Hey?! WTF? Kernel Panic after all this trobule?
Yes. A number of times that could happen even after all of the steps above. If you receive kernel panic even after this process than you have to regenerate the initrd image.
Use this article from the CentOS Tips and Tricks to regenerate a new initrd image. After that your system should boot fine.

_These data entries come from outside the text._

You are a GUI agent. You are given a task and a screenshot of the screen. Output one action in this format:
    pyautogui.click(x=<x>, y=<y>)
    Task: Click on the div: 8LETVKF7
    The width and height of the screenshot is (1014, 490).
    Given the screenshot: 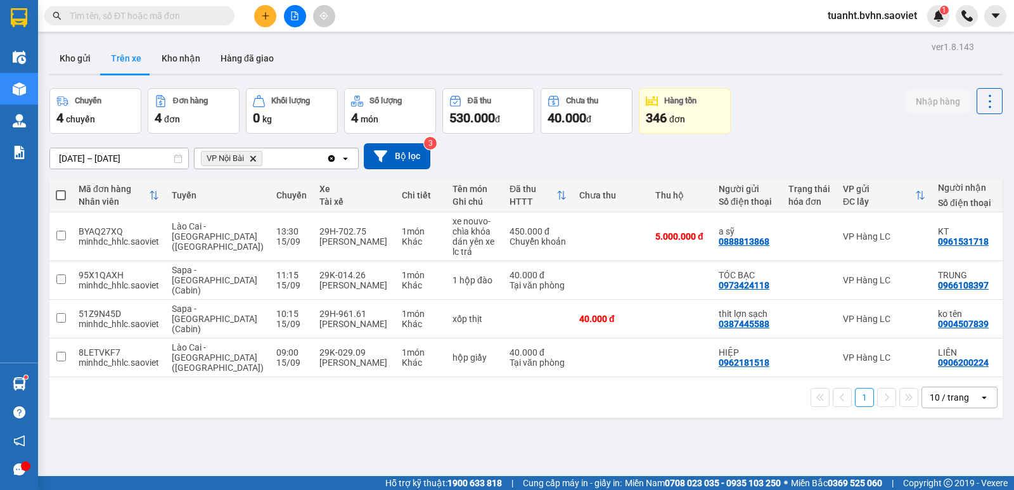 What is the action you would take?
    pyautogui.click(x=119, y=352)
    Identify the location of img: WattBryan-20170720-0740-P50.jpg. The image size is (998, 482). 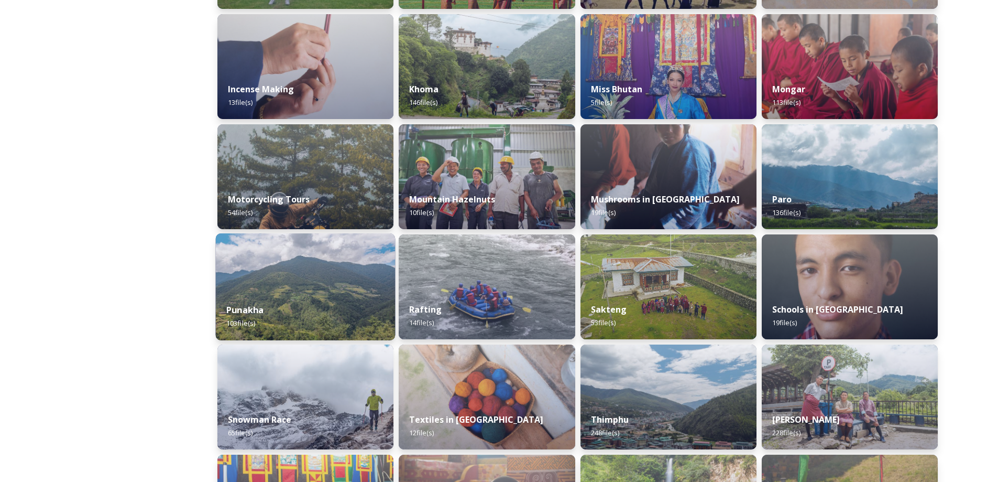
(487, 177).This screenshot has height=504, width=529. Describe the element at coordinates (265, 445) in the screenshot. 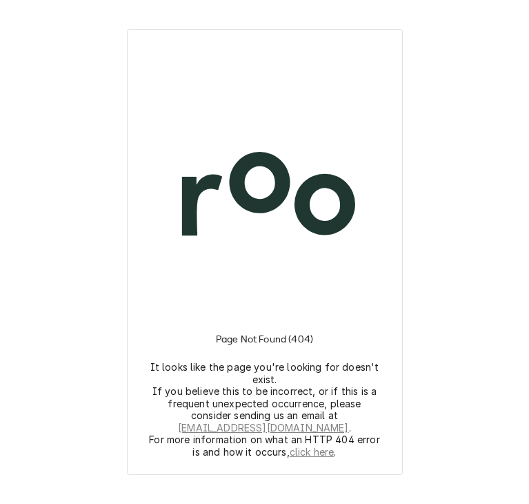

I see `p: For more information on what an HTTP 404 error is and how it occurs, .` at that location.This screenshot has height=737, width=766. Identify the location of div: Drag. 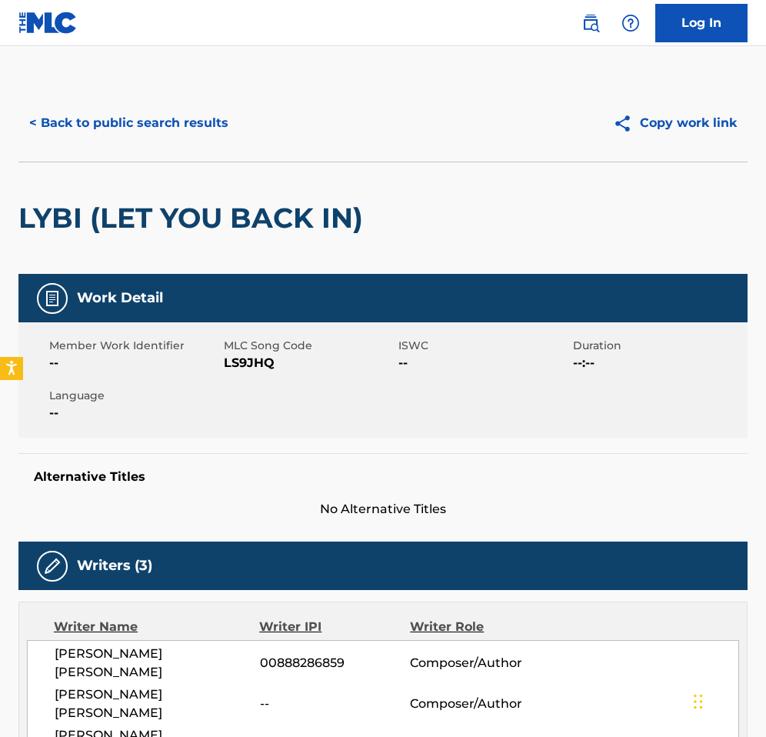
(698, 701).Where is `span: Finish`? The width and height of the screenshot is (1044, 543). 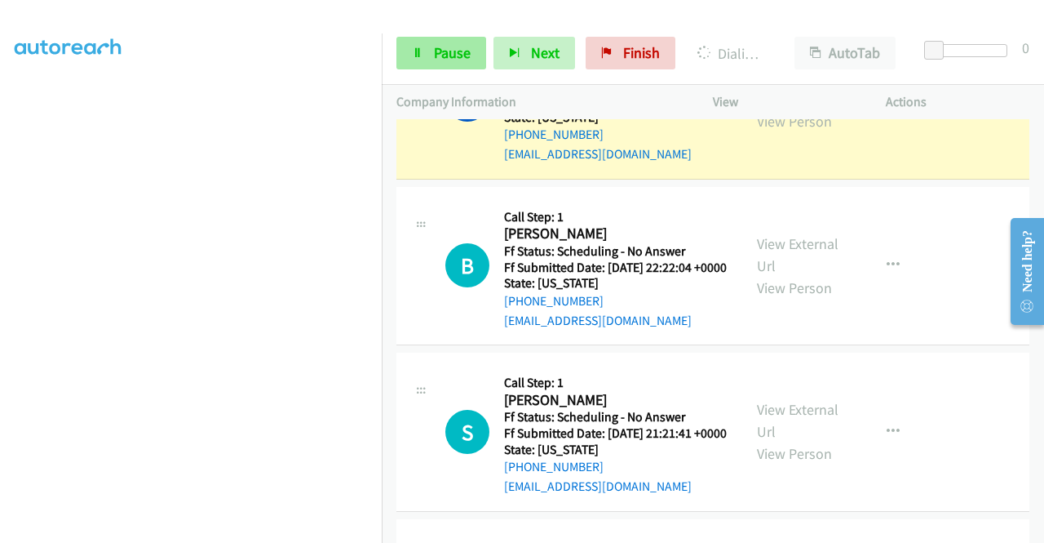
span: Finish is located at coordinates (641, 52).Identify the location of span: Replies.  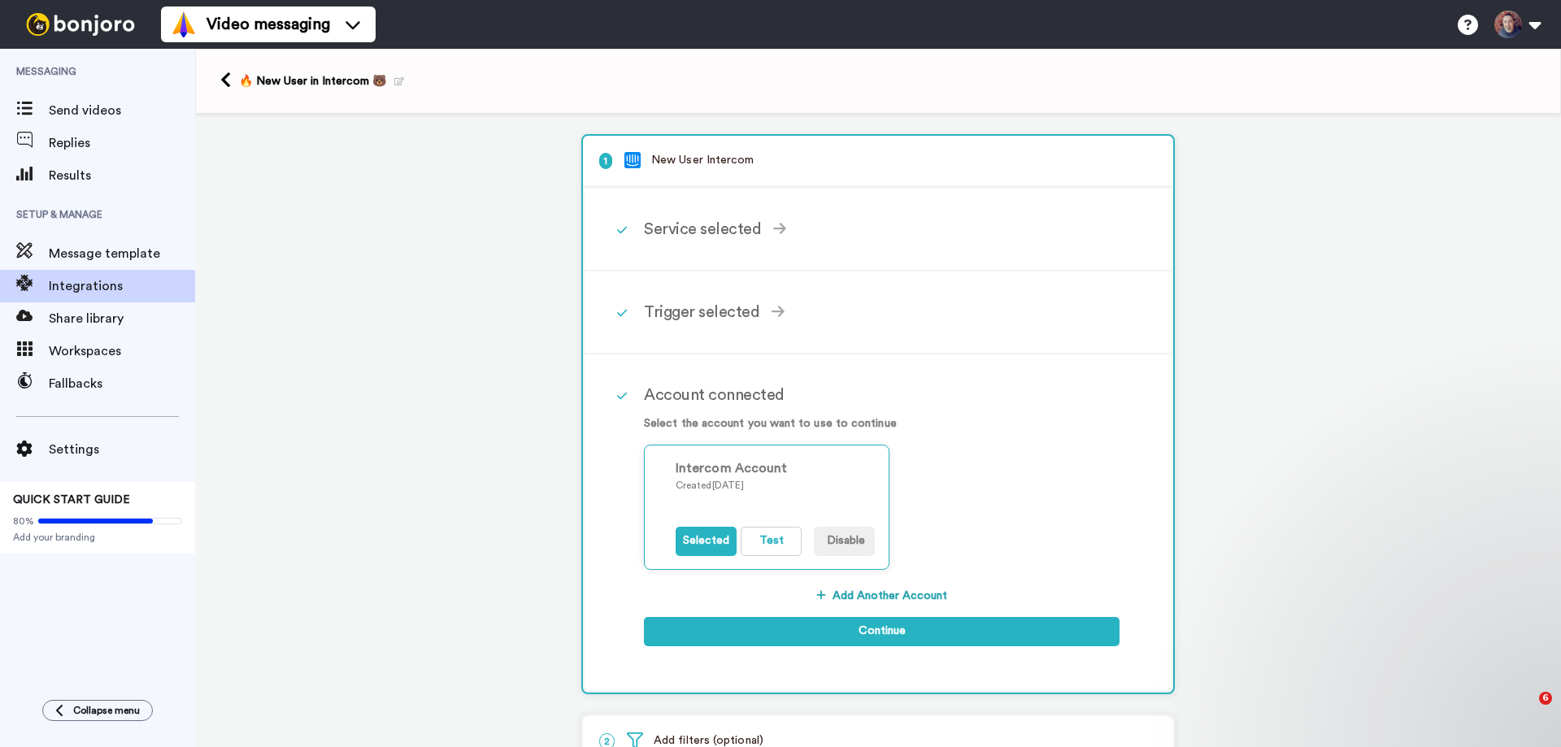
(122, 143).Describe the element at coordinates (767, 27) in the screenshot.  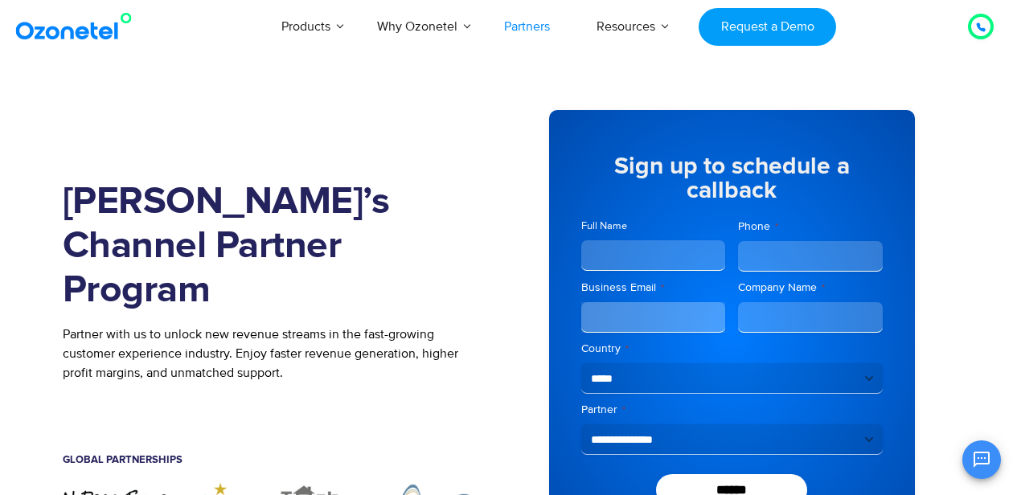
I see `a: Request a Demo` at that location.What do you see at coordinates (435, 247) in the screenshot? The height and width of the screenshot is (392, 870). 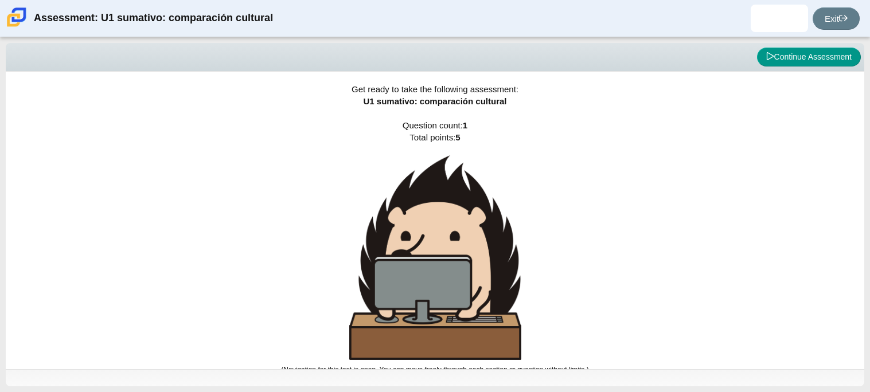 I see `span: Question count: Total points:` at bounding box center [435, 247].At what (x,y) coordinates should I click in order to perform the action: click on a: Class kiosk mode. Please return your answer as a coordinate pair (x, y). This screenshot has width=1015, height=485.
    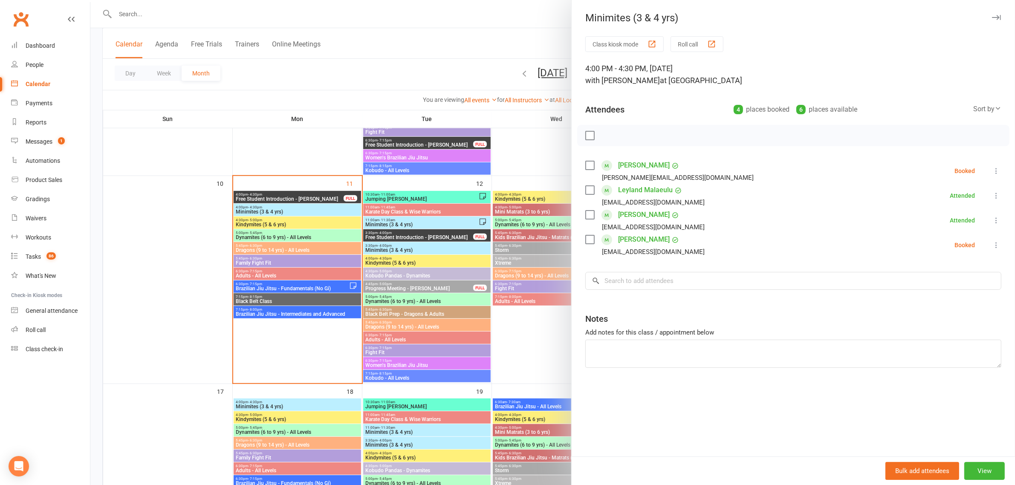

Creating a New Initial RAM Disk
Hey, but I've done all that and my system still doesn't boot :((((
Well than, bad luck for you. Try to do all of this again and be more careful. Learn what each of those steps does in detail. As I said at the beginning - Converting physical Linux servers to virtual is not yet fully supported by the vendors.
Even so CentOS 5 P2V is not officially supported by VMware. That is why the process to do this is so long and daunting and not always worth the effort.
At the end however, a broken server, the knowledge and the newly acquired experience may be the only things you could be left with.